Leopold Plotek interviewed in the Montréal Gazette

October 6, 2002
Leopold Plotek Stays True to Form

by John Pohl

 

Esthetics play a supporting role at best in the contemporary art scene. Painters who aspire to recognition as serious artists must first emphasize the idea behind their work.

 

Those relatively few painters who can make art that is both high-concept and visually beautiful are the ones who are successful both with critics and the public.

 

The situation is a little more difficult for artists like Leopold Plotek, who put more value on the esthetics of their paintings than their intellectual content.

 

"l am (an intellectual), but it doesn't help me in the studio," Plotek said last week at the vernissage of an exhibition at Han Art of his early abstract works.

 

Good painting is a result of intuition and experience, he said, and an intellectual approach is not necessary.

 

‘‘I don't cram content into my paintings." he said. ignoring the fact that his paintings are full of references to classical art, architecture, philosophy and literature.

 

Plotek explains: “Why do I love Mozart? It's because the form is so exquisite. Some content is there and it doesn't hurt to know what it is, but it doesn't matter" to the enjoyment of the music.

 

Similarly, the paintings of Plotek, a Concordia art teacher, do have content.
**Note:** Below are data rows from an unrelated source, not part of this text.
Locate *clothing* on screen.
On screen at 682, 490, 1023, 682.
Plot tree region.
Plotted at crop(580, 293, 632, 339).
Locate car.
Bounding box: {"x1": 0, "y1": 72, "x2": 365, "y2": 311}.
But the references enter the painting through the artist's experience and intuition.

 

The paintings at Han Art are from 1978 through the 1980s, and are what Plotek calls his “first authentic works" following his student days. A trip to ltaly turned his life around.

 

“I fell in love with Italian architecture - Alberti, Brunelleschi" and others, he said. On his return to Montreal, he “picked up a charcoal to see if I had anything to say."

 

Like ltaly's Metaphysical painters of the First World War era, Plotek creates abstract forms that seem both - architectural and figurative. A brooding human presence is felt in the minimalist abstractions, the origin of which could be the corner of a coffee table, he said.

 

Of the paintings in the show, Plotek noted their large size — typically 72 by 89 inches — as a telling sign of an ambitious artist in his 30s.

 

And of the play of light and dark in the paintings, he says. “An abiding principle is that a painting needs a beautiful sense of light."